Monday, October 12, 2009

Yahoo Open Hack NYC

This past Friday and Saturday I had a fun 24 hours coding at Yahoo's NYC Hack Day. The idea is Yahoo provides a big space, lots of junk food, and a bunch of Yahoo'ers to answer questions and you get to code with a bunch of interesting folks. At the end of it all, everyone demo's their stuff and there are prizes in various categories. You were encouraged to build stuff using Yahoo APIs, but by no means had to.

I ended up building a sort of mobile craigslist using the new geolocation support built into iPhone Safari and Firefox 3.5. Suffering from the MIT problem of building your own tools instead of just focusing on the application, I also had to build my own python app server yaaps (Yet Another App Server).

My friends from Hunch built some cool TV widgets. I had no idea that Yahoo had managed to get most of the major TV vendors to embed a linux based computer running widgets from the Yahoo app store. The Amazon widget, for example, lets you stream TV and movies on demand from the Amazon store.

The other interesting thing I learned about was YQL. YQL is Yahoo's effort to provide standardized adapters to load data from many different sources and then expose it through a SQL interface. Once someone writes an adapter for some source, anyone else can query that data without having to learn the peculiarities of the source's API. Plus, the YQL backend has lots of smarts so you can join different sources against each other, use aggregate operations like max(), etc that make complicated data access much easier than using the raw underlying APIs.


• **Task**
The records below must be copied out completely and exactly.

+++ Records shown

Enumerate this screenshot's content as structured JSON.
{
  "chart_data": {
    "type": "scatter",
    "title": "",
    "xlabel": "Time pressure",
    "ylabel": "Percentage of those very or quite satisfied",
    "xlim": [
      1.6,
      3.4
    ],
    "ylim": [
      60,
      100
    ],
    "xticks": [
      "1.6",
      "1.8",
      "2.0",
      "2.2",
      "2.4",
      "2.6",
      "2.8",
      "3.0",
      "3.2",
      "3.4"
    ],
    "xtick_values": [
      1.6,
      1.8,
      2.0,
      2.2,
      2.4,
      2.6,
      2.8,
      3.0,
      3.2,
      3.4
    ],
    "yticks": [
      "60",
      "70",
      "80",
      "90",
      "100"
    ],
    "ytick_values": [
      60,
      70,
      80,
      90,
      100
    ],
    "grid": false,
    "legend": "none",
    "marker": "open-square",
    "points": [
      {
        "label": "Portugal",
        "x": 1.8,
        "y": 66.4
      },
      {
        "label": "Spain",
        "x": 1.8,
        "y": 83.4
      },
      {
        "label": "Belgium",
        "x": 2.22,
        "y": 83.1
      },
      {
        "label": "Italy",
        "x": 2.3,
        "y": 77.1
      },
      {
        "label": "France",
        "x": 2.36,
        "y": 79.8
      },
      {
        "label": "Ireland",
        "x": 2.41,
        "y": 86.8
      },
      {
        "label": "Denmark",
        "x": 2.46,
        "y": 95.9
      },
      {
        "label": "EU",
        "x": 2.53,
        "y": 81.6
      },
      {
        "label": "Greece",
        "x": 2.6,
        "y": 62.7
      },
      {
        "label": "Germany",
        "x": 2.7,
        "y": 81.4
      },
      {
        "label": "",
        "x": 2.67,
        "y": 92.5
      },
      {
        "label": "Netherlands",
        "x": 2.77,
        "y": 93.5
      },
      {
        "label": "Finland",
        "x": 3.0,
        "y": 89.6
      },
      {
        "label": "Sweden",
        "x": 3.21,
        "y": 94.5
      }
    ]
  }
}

++++++

• **Your solution**
Enumerate this screenshot's content as structured JSON.
{
  "chart_data": {
    "type": "scatter",
    "title": "",
    "xlabel": "Time pressure",
    "ylabel": "Percentage of those very or quite satisfied",
    "xlim": [
      1.6,
      3.4
    ],
    "ylim": [
      60,
      100
    ],
    "xticks": [
      "1.6",
      "1.8",
      "2.0",
      "2.2",
      "2.4",
      "2.6",
      "2.8",
      "3.0",
      "3.2",
      "3.4"
    ],
    "xtick_values": [
      1.6,
      1.8,
      2.0,
      2.2,
      2.4,
      2.6,
      2.8,
      3.0,
      3.2,
      3.4
    ],
    "yticks": [
      "60",
      "70",
      "80",
      "90",
      "100"
    ],
    "ytick_values": [
      60,
      70,
      80,
      90,
      100
    ],
    "grid": false,
    "legend": "none",
    "marker": "open-square",
    "points": [
      {
        "label": "Portugal",
        "x": 1.8,
        "y": 66.4
      },
      {
        "label": "Spain",
        "x": 1.8,
        "y": 83.4
      },
      {
        "label": "Belgium",
        "x": 2.22,
        "y": 83.1
      },
      {
        "label": "Italy",
        "x": 2.3,
        "y": 77.1
      },
      {
        "label": "France",
        "x": 2.36,
        "y": 79.8
      },
      {
        "label": "Ireland",
        "x": 2.41,
        "y": 86.8
      },
      {
        "label": "Denmark",
        "x": 2.46,
        "y": 95.9
      },
      {
        "label": "EU",
        "x": 2.53,
        "y": 81.6
      },
      {
        "label": "Greece",
        "x": 2.6,
        "y": 62.7
      },
      {
        "label": "Germany",
        "x": 2.7,
        "y": 81.4
      },
      {
        "label": "",
        "x": 2.67,
        "y": 92.5
      },
      {
        "label": "Netherlands",
        "x": 2.77,
        "y": 93.5
      },
      {
        "label": "Finland",
        "x": 3.0,
        "y": 89.6
      },
      {
        "label": "Sweden",
        "x": 3.21,
        "y": 94.5
      }
    ]
  }
}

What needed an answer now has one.